The second time it was the entomologist.
Half a year had passed since Fox had led me to the Special Unit to see Cracker’s motionless body and then nearly done himself in. Back then I had had to go up to the guard and ask him to call a doctor; they only just managed to resuscitate him. When he came to he could not explain how and why he had ended up on the Blacklisters’ level. He stared at me in surprise and licked his dirty lips spitefully. The cameras didn’t help either: there was a spontaneous recording malfunction. The only witness, the guard, confirmed that Fox had come of his own will and had even insisted on visiting his ‘sick friend’. They diagnosed it as ‘over-exhaustion’. His song became a hit on FreakTube.
His health soon improved, and only once, a few months after the incident in the Special Unit, did Foxcub have another small attack. He was found unconscious on the Available Terrace.
And on that same day I found something else there on the terrace. In the box with the paper rubbish: I was asking everyone to throw any unwanted cellulose in there – envelopes, used tissues, sweet wrappers or unwanted draft letters for Renaissance, so they could be used as feed for my termite… On that evening, when Foxcub collapsed in a faint, I fished out of the box a piece of paper folded over three times, with two skewed, uneven diagrams full of uncertain, shaky lines. Under one of them something was written in pencil in the trembling handwriting of someone without Happy Fingers installed: ‘plan for getting cerebron from chatterbox’. Under the second there was: ‘plan for installing cerebron on zero’.
I was scared. I was angry at Cracker. I hated him. A crazy risk. Putting me in danger. Putting Foxcub in danger. I was drenched in warm sweat, thick like rancid oil, which smelled so strong that I thought: they’ll catch me, they’ll unmask me and they’ll put me in the Special Unit, even without figuring out what’s going on. Just because of this smell of curiosity and fear.
I decided that I should feed the drawings to my termite immediately, right that minute. But instead I tucked the drawings under my clothes. Then put them back in the box.
Using the paper feed box as a hidey-hole was typical of Cracker: ‘hide in plain sight’. It was dangerous but much less dangerous than carrying the drawings round with me.
They didn’t catch me. Either the camera had another ‘malfunction’ that day or Fox’s scrawl didn’t look suspicious to whoever processed the data.
…Half a year had passed since Fox had taken me to see motionless Cracker. In that half a year Fox had not remembered anything. In that half a year I didn’t go to the Special Unit to visit Cracker once. In that half a year I had memorized the tiniest details of the two wiggly diagrams and fed the drawings to my termite.
Half a year had passed, and the entomologist came up to me:
‘No death. Friend. Need to talk. Follow him. In silence.’
The entomologist proved to be a much more durable medium than Foxcub, and more gifted: he gave voice to Cracker’s words for a whole hour, occasionally even with expressions and gestures, and he didn’t faint – all he did was go slightly pale and try to yawn – and he left the Blacklisters’ level of his own accord. True, he didn’t turn out to be as obedient as Fox. In the middle of the ‘séance’ he even found a way of throwing Cracker out, but not for long: he just had time to ask ‘What’s going on…?’ and then collapsed back into unconsciousness.
‘His cell is resisting,’ the entomologist said through gritted teeth, jabbing his forehead. ‘Good defence system. But it is still nice to work with him. He has more functions than that cretin Foxcub. Lots of layers. Lots of possibilities. I will make him help you.’
As if not agreeing with what he was saying, the entomologist twisted his lips. There was boredom in his eyes. He opened his mouth wide and crooked and tried to yawn, but couldn’t.
The Butcher’s Son stared unhappily at us from his chamber. He wasn’t sucking a dummy anymore, not falling over, not squinting into the light and not crying. He was watching. His face was smooth with chubby cheeks and his eyes looked very old.
This time, under the correcting light, under the fixed gaze of the Son, my friend Cracker laid out his plan to me via the entomologist’s bloodless lips and twisted mouth.
The plan for my escape.
This time, when I had heard him out, I said:
‘Cracker. You are completely insane.’
‘I am a genius,’ the entomologist replied and was overcome with yawning. ‘I will work this miracle.’
He started laughing, a little gruffly, but overall realistically.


YOUR GOAL:
A faithful copy of the listing below is needed, one that contains no pictures.

DATASET RECORDS:
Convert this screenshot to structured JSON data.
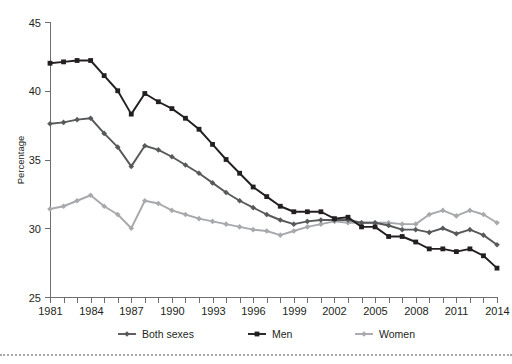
{
  "chart_data": {
    "type": "line",
    "title": "",
    "xlabel": "",
    "ylabel": "Percentage",
    "ylim": [
      25,
      45
    ],
    "xlim": [
      1981,
      2014
    ],
    "yticks": [
      25,
      30,
      35,
      40,
      45
    ],
    "ytick_labels": [
      "25",
      "30",
      "35",
      "40",
      "45"
    ],
    "xticks": [
      1981,
      1982,
      1983,
      1984,
      1985,
      1986,
      1987,
      1988,
      1989,
      1990,
      1991,
      1992,
      1993,
      1994,
      1995,
      1996,
      1997,
      1998,
      1999,
      2000,
      2001,
      2002,
      2003,
      2004,
      2005,
      2006,
      2007,
      2008,
      2009,
      2010,
      2011,
      2012,
      2013,
      2014
    ],
    "xtick_labels_shown": [
      "1981",
      "1984",
      "1987",
      "1990",
      "1993",
      "1996",
      "1999",
      "2002",
      "2005",
      "2008",
      "2011",
      "2014"
    ],
    "grid": false,
    "legend_position": "bottom",
    "x": [
      1981,
      1982,
      1983,
      1984,
      1985,
      1986,
      1987,
      1988,
      1989,
      1990,
      1991,
      1992,
      1993,
      1994,
      1995,
      1996,
      1997,
      1998,
      1999,
      2000,
      2001,
      2002,
      2003,
      2004,
      2005,
      2006,
      2007,
      2008,
      2009,
      2010,
      2011,
      2012,
      2013,
      2014
    ],
    "series": [
      {
        "name": "Both sexes",
        "color": "#58595b",
        "marker": "diamond",
        "values": [
          37.6,
          37.7,
          37.9,
          38.0,
          36.9,
          35.9,
          34.5,
          36.0,
          35.7,
          35.2,
          34.6,
          34.0,
          33.3,
          32.6,
          32.0,
          31.5,
          31.0,
          30.6,
          30.3,
          30.5,
          30.6,
          30.6,
          30.6,
          30.4,
          30.4,
          30.2,
          29.9,
          29.9,
          29.7,
          30.0,
          29.6,
          29.9,
          29.5,
          28.8
        ]
      },
      {
        "name": "Men",
        "color": "#231f20",
        "marker": "square",
        "values": [
          42.0,
          42.1,
          42.2,
          42.2,
          41.1,
          40.0,
          38.3,
          39.8,
          39.2,
          38.7,
          38.0,
          37.2,
          36.1,
          35.0,
          34.0,
          33.0,
          32.3,
          31.6,
          31.2,
          31.2,
          31.2,
          30.7,
          30.8,
          30.1,
          30.1,
          29.4,
          29.4,
          29.0,
          28.5,
          28.5,
          28.3,
          28.5,
          28.0,
          27.1
        ]
      },
      {
        "name": "Women",
        "color": "#a7a9ac",
        "marker": "diamond",
        "values": [
          31.4,
          31.6,
          32.0,
          32.4,
          31.6,
          31.0,
          30.0,
          32.0,
          31.8,
          31.3,
          31.0,
          30.7,
          30.5,
          30.3,
          30.1,
          29.9,
          29.8,
          29.5,
          29.8,
          30.1,
          30.3,
          30.5,
          30.4,
          30.4,
          30.4,
          30.4,
          30.3,
          30.3,
          31.0,
          31.3,
          30.9,
          31.3,
          31.0,
          30.4
        ]
      }
    ],
    "legend": [
      {
        "label": "Both sexes",
        "color": "#58595b",
        "marker": "diamond"
      },
      {
        "label": "Men",
        "color": "#231f20",
        "marker": "square"
      },
      {
        "label": "Women",
        "color": "#a7a9ac",
        "marker": "diamond"
      }
    ]
  }
}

ANSWER BOX:
Convert this screenshot to structured JSON data.
{
  "chart_data": {
    "type": "line",
    "title": "",
    "xlabel": "",
    "ylabel": "Percentage",
    "ylim": [
      25,
      45
    ],
    "xlim": [
      1981,
      2014
    ],
    "yticks": [
      25,
      30,
      35,
      40,
      45
    ],
    "ytick_labels": [
      "25",
      "30",
      "35",
      "40",
      "45"
    ],
    "xticks": [
      1981,
      1982,
      1983,
      1984,
      1985,
      1986,
      1987,
      1988,
      1989,
      1990,
      1991,
      1992,
      1993,
      1994,
      1995,
      1996,
      1997,
      1998,
      1999,
      2000,
      2001,
      2002,
      2003,
      2004,
      2005,
      2006,
      2007,
      2008,
      2009,
      2010,
      2011,
      2012,
      2013,
      2014
    ],
    "xtick_labels_shown": [
      "1981",
      "1984",
      "1987",
      "1990",
      "1993",
      "1996",
      "1999",
      "2002",
      "2005",
      "2008",
      "2011",
      "2014"
    ],
    "grid": false,
    "legend_position": "bottom",
    "x": [
      1981,
      1982,
      1983,
      1984,
      1985,
      1986,
      1987,
      1988,
      1989,
      1990,
      1991,
      1992,
      1993,
      1994,
      1995,
      1996,
      1997,
      1998,
      1999,
      2000,
      2001,
      2002,
      2003,
      2004,
      2005,
      2006,
      2007,
      2008,
      2009,
      2010,
      2011,
      2012,
      2013,
      2014
    ],
    "series": [
      {
        "name": "Both sexes",
        "color": "#58595b",
        "marker": "diamond",
        "values": [
          37.6,
          37.7,
          37.9,
          38.0,
          36.9,
          35.9,
          34.5,
          36.0,
          35.7,
          35.2,
          34.6,
          34.0,
          33.3,
          32.6,
          32.0,
          31.5,
          31.0,
          30.6,
          30.3,
          30.5,
          30.6,
          30.6,
          30.6,
          30.4,
          30.4,
          30.2,
          29.9,
          29.9,
          29.7,
          30.0,
          29.6,
          29.9,
          29.5,
          28.8
        ]
      },
      {
        "name": "Men",
        "color": "#231f20",
        "marker": "square",
        "values": [
          42.0,
          42.1,
          42.2,
          42.2,
          41.1,
          40.0,
          38.3,
          39.8,
          39.2,
          38.7,
          38.0,
          37.2,
          36.1,
          35.0,
          34.0,
          33.0,
          32.3,
          31.6,
          31.2,
          31.2,
          31.2,
          30.7,
          30.8,
          30.1,
          30.1,
          29.4,
          29.4,
          29.0,
          28.5,
          28.5,
          28.3,
          28.5,
          28.0,
          27.1
        ]
      },
      {
        "name": "Women",
        "color": "#a7a9ac",
        "marker": "diamond",
        "values": [
          31.4,
          31.6,
          32.0,
          32.4,
          31.6,
          31.0,
          30.0,
          32.0,
          31.8,
          31.3,
          31.0,
          30.7,
          30.5,
          30.3,
          30.1,
          29.9,
          29.8,
          29.5,
          29.8,
          30.1,
          30.3,
          30.5,
          30.4,
          30.4,
          30.4,
          30.4,
          30.3,
          30.3,
          31.0,
          31.3,
          30.9,
          31.3,
          31.0,
          30.4
        ]
      }
    ],
    "legend": [
      {
        "label": "Both sexes",
        "color": "#58595b",
        "marker": "diamond"
      },
      {
        "label": "Men",
        "color": "#231f20",
        "marker": "square"
      },
      {
        "label": "Women",
        "color": "#a7a9ac",
        "marker": "diamond"
      }
    ]
  }
}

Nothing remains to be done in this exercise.